Posted on 12/01/2020 6:42:30 AM PST by Pilgrim's Progress
“The proverbs of Solomon the son of David, king of Israel” (Proverbs 1:1).
TODAY’S VERSE:
“The proverbs of Solomon the son of David, king of Israel” (Proverbs 1:1).
This is all the maxims, epigrams, proverbs, and homilies of the ancients condensed into one book. Really, if you searched out much of Plato, Socrates, Euripides, the Greek philosophers, the Greek writers: What they got, they got from this man. They got it from Solomon. And some of them had the honesty to mention that. Some of them didn’t. Some of them want you to think it was original material, but it wasn’t. All they got, they got from this man, Solomon.
Proverbs lays down the emphatic principle of dualism. Liberalism and false religion will try to do away with dualism. Dualism—right and wrong, heaven and hell—things like that. Proverbs is strong on a dualistic outlook. Absolute opposites.
“The wise shall inherit glory: but shame shall be the promotion of fools” (Proverbs 3:35 KJV).
Apostate religion, ungodly religion, false religion does not like to admit dualism. Some religions attempt to do away with dualism—how do they do that? Well, they do away with the Bible definition of sin, and they call some sins mortal sins and some venial sins. So that is trying to temper sin. To try to do away with hell and invent purgatory, to try to do away with the absolute opposite of heaven. Every heretic has to eventually do the same thing with his doctrine, because he only has the flesh to work with—and “all flesh is grass.” It’s all the same, all religions are basically the same.
There is two ways to deal with the awfulness of sin.
1. Experience. They say that that is the best teacher, but it is certainly the hardest teacher. 2. Hearken to wisdom.
Two ways to learn the awfulness of sin.
Now, as wise as this man was—smart as he was, experienced as he was, rich as he was—there was probably never a man alive that was ever smarter, or richer, than Solomon; and yet the Bible said about Jesus Christ, “a greater than Solomon is here.”
Now this Book will give you “wisdom” on how to deal with the real problems. You realize that most Americans don’t have really big problems. Psychiatrists and psychologists say that most of the problems in America are imaginary, and they are soap opera problems. Soap opera problems are (if you ever watch soap operas, which I wouldn’t recommend for anybody to watch) imaginary. Soap opera writers have produced plays and situations where two women are vying against one another, and they are always picking at each other over some little issue—and that is always the big issue in the play. It’s usually always two women, one getting mad about what one said about the other and then they blow it up clear out of proportion. And that has become the way of life in America. Americans blow everything way out of proportion. Nine times out of ten, the problems are no way as big as they really are.
You think you got problems, you ought to live in Afghanistan. In America, you have to go to a funeral home to see death. But in some countries, it is laying right out in the streets. It’s altogether different, we live in a candy-coated world.
Wisdom will show you how to deal with real problems.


**WHAT IS BEING ASKED**
Leave the pictures out and return every line below exactly.

**MATERIAL FOR THIS EXERCISE**
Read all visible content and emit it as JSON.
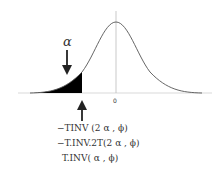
{
  "diagram": {
    "type": "t-distribution-left-tail",
    "alpha_label": "α",
    "zero_label": "0",
    "formulas": [
      "−TINV (2 α , ϕ)",
      "−T.INV.2T(2 α , ϕ)",
      "T.INV( α , ϕ)"
    ],
    "colors": {
      "curve": "#555555",
      "shade": "#000000",
      "axis": "#bbbbbb"
    }
  }
}
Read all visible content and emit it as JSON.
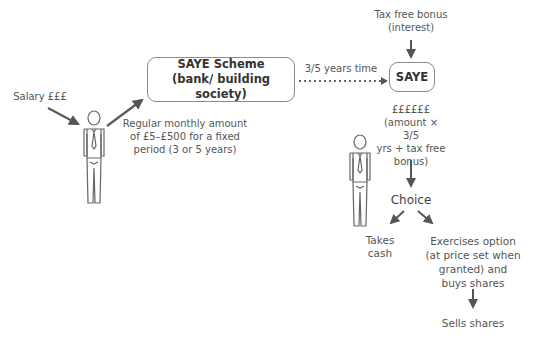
{
  "diagram": {
    "colors": {
      "text": "#555555",
      "box_border": "#8a8a8a",
      "arrow": "#555555"
    },
    "salary_label": "Salary £££",
    "contribution_label": [
      "Regular monthly amount",
      "of £5–£500 for a fixed",
      "period (3 or 5 years)"
    ],
    "scheme_box": {
      "line1": "SAYE Scheme",
      "line2": "(bank/ building society)"
    },
    "time_label": "3/5 years time",
    "bonus_label": [
      "Tax free bonus",
      "(interest)"
    ],
    "saye_box": {
      "label": "SAYE"
    },
    "payout_label": [
      "££££££",
      "(amount × 3/5",
      "yrs + tax free",
      "bonus)"
    ],
    "choice_label": "Choice",
    "option_cash": [
      "Takes",
      "cash"
    ],
    "option_exercise": [
      "Exercises option",
      "(at price set when",
      "granted) and",
      "buys shares"
    ],
    "final_label": "Sells shares",
    "icons": {
      "employee_left": "person-icon",
      "employee_right": "person-icon"
    }
  }
}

**EXPECTED ANSWER**
Read all visible content and emit it as JSON.
{
  "diagram": {
    "type": "t-distribution-left-tail",
    "alpha_label": "α",
    "zero_label": "0",
    "formulas": [
      "−TINV (2 α , ϕ)",
      "−T.INV.2T(2 α , ϕ)",
      "T.INV( α , ϕ)"
    ],
    "colors": {
      "curve": "#555555",
      "shade": "#000000",
      "axis": "#bbbbbb"
    }
  }
}
Read all visible content and emit it as JSON.
{
  "diagram": {
    "colors": {
      "text": "#555555",
      "box_border": "#8a8a8a",
      "arrow": "#555555"
    },
    "salary_label": "Salary £££",
    "contribution_label": [
      "Regular monthly amount",
      "of £5–£500 for a fixed",
      "period (3 or 5 years)"
    ],
    "scheme_box": {
      "line1": "SAYE Scheme",
      "line2": "(bank/ building society)"
    },
    "time_label": "3/5 years time",
    "bonus_label": [
      "Tax free bonus",
      "(interest)"
    ],
    "saye_box": {
      "label": "SAYE"
    },
    "payout_label": [
      "££££££",
      "(amount × 3/5",
      "yrs + tax free",
      "bonus)"
    ],
    "choice_label": "Choice",
    "option_cash": [
      "Takes",
      "cash"
    ],
    "option_exercise": [
      "Exercises option",
      "(at price set when",
      "granted) and",
      "buys shares"
    ],
    "final_label": "Sells shares",
    "icons": {
      "employee_left": "person-icon",
      "employee_right": "person-icon"
    }
  }
}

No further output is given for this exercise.